GBIF species occurrences — introduction#
The GBIF (Global Biodiversity Information Facility)
occurrence API serves 3 B+ georeferenced species-occurrence records — every
"this species was observed at this place and time" point that GBIF's network
of museums, herbaria, citizen-science platforms, and monitoring programmes
publishes. earthlens ships a gbif backend that queries it through the
anonymous pygbif client.
This page orients the backend. For the hands-on walkthrough see Usage; the rendered API is the Reference page.
What it returns#
GBIF is a vector backend (GBIF.OUTPUT_KIND == "vector"): a query returns a
table of point features — one row per occurrence, each with a scientific
name, a taxon key, an event date, a dataset key, a license, and a Point
geometry. download() returns a
pyramids FeatureCollection (a
geopandas.GeoDataFrame subclass) in EPSG:4326 and, when path is set,
writes it (GeoParquet by default). Because there is no meaningful gridded
reduction of an occurrence table, the EarthLens facade rejects an
aggregate= argument.
Selecting taxa#
variables names the taxa to fetch, each resolved to a GBIF backbone
taxonKey:
- a friendly key from the bundled catalog (
"birds"→ 212,"mammals"→ 359,"animals"/"plants"/"fungi"→ the kingdom roots); - a raw integer
taxonKey(212) or its digit string ("212"); - a name lookup
"taxon:<scientific name>"(e.g."taxon:Panthera leo"), resolved live viapygbif.species.name_backbone.

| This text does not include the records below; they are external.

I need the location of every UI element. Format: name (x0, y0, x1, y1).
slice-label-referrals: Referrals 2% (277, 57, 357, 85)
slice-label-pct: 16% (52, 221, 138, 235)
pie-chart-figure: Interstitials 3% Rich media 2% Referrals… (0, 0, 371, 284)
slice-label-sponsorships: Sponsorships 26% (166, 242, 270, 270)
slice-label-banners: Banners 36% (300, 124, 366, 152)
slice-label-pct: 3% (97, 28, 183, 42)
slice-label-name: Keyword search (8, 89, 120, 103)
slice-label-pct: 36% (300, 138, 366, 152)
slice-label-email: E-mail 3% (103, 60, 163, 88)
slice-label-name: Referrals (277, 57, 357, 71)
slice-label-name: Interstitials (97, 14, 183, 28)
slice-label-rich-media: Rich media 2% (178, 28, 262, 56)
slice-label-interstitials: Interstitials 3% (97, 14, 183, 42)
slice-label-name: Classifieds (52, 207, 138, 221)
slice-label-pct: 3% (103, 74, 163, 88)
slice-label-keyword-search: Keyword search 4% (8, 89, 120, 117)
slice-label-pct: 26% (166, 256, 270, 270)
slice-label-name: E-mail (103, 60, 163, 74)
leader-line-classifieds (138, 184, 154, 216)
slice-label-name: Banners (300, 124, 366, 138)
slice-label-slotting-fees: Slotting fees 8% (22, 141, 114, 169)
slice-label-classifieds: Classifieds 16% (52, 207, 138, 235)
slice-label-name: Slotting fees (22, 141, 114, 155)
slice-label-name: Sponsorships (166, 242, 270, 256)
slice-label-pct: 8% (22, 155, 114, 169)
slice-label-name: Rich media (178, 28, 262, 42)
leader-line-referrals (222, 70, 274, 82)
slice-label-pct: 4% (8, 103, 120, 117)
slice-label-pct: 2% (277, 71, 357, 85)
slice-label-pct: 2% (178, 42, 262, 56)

An unknown friendly key raises with a did-you-mean hint.
Pagination and the record cap#
GBIF's search endpoint returns 300 records per page and rejects paging beyond
an offset + limit of 100,000. The backend loops pages up to max_records
(default 100,000) and logs a one-line note when the upstream count exceeds the
cap, pointing at GBIF's asynchronous download API for larger pulls. The bulk
download path (a Darwin Core Archive, which needs a free GBIF account) is a
deliberate follow-on; the MVP covers the anonymous paginated path.
Licensing#
GBIF normalises each record's license to CC0_1_0, CC_BY_4_0, or
CC_BY_NC_4_0. The backend raises a LicenseWarning when any record is
CC_BY_NC_4_0, so a downstream commercial user is told the non-commercial
obligation rides along rather than discovering it silently.